---- DATA FOR THIS TASK
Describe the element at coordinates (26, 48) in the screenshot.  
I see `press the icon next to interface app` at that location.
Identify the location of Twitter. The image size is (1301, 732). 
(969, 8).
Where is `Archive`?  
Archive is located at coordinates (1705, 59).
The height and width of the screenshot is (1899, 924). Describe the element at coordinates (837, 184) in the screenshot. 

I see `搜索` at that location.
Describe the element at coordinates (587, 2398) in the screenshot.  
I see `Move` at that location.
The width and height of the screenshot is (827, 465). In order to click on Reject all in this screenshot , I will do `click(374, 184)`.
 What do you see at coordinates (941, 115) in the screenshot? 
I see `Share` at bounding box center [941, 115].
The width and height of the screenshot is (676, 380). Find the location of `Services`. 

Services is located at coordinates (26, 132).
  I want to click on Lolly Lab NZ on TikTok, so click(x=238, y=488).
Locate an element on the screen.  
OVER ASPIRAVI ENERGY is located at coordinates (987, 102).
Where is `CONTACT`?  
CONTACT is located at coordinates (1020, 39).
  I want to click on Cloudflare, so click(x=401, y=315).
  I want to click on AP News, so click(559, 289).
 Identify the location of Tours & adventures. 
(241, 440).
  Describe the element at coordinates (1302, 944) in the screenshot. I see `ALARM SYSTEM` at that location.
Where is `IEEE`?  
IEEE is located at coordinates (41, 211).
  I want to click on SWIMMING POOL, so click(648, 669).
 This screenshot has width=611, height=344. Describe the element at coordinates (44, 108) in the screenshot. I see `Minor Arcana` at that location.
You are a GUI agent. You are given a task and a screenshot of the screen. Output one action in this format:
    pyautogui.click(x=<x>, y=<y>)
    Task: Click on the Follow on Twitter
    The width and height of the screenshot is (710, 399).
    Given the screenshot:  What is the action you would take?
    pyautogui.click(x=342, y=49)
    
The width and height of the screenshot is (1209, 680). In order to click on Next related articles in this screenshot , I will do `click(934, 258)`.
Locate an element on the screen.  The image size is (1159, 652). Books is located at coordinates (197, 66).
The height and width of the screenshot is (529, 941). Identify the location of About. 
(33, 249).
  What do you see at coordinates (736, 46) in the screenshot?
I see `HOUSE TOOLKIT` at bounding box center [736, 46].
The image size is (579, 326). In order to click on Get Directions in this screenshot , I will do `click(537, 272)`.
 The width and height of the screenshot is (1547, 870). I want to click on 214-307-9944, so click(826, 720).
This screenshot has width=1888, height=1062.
--------
[WHAT YOU ARE ASKED TO DO]: All of the records need to be transcribed exactly.

[SOLUTION TO THE PROBLEM]:
Describe the element at coordinates (26, 48) in the screenshot.  
I see `press the icon next to interface app` at that location.
Identify the location of Twitter. The image size is (1301, 732). 
(969, 8).
Where is `Archive`?  
Archive is located at coordinates (1705, 59).
The height and width of the screenshot is (1899, 924). Describe the element at coordinates (837, 184) in the screenshot. 

I see `搜索` at that location.
Describe the element at coordinates (587, 2398) in the screenshot.  
I see `Move` at that location.
The width and height of the screenshot is (827, 465). In order to click on Reject all in this screenshot , I will do `click(374, 184)`.
 What do you see at coordinates (941, 115) in the screenshot? 
I see `Share` at bounding box center [941, 115].
The width and height of the screenshot is (676, 380). Find the location of `Services`. 

Services is located at coordinates (26, 132).
  I want to click on Lolly Lab NZ on TikTok, so click(x=238, y=488).
Locate an element on the screen.  
OVER ASPIRAVI ENERGY is located at coordinates (987, 102).
Where is `CONTACT`?  
CONTACT is located at coordinates (1020, 39).
  I want to click on Cloudflare, so click(x=401, y=315).
  I want to click on AP News, so click(559, 289).
 Identify the location of Tours & adventures. 
(241, 440).
  Describe the element at coordinates (1302, 944) in the screenshot. I see `ALARM SYSTEM` at that location.
Where is `IEEE`?  
IEEE is located at coordinates (41, 211).
  I want to click on SWIMMING POOL, so click(648, 669).
 This screenshot has width=611, height=344. Describe the element at coordinates (44, 108) in the screenshot. I see `Minor Arcana` at that location.
You are a GUI agent. You are given a task and a screenshot of the screen. Output one action in this format:
    pyautogui.click(x=<x>, y=<y>)
    Task: Click on the Follow on Twitter
    The width and height of the screenshot is (710, 399).
    Given the screenshot:  What is the action you would take?
    pyautogui.click(x=342, y=49)
    
The width and height of the screenshot is (1209, 680). In order to click on Next related articles in this screenshot , I will do `click(934, 258)`.
Locate an element on the screen.  The image size is (1159, 652). Books is located at coordinates (197, 66).
The height and width of the screenshot is (529, 941). Identify the location of About. 
(33, 249).
  What do you see at coordinates (736, 46) in the screenshot?
I see `HOUSE TOOLKIT` at bounding box center [736, 46].
The image size is (579, 326). In order to click on Get Directions in this screenshot , I will do `click(537, 272)`.
 The width and height of the screenshot is (1547, 870). I want to click on 214-307-9944, so click(826, 720).
This screenshot has width=1888, height=1062.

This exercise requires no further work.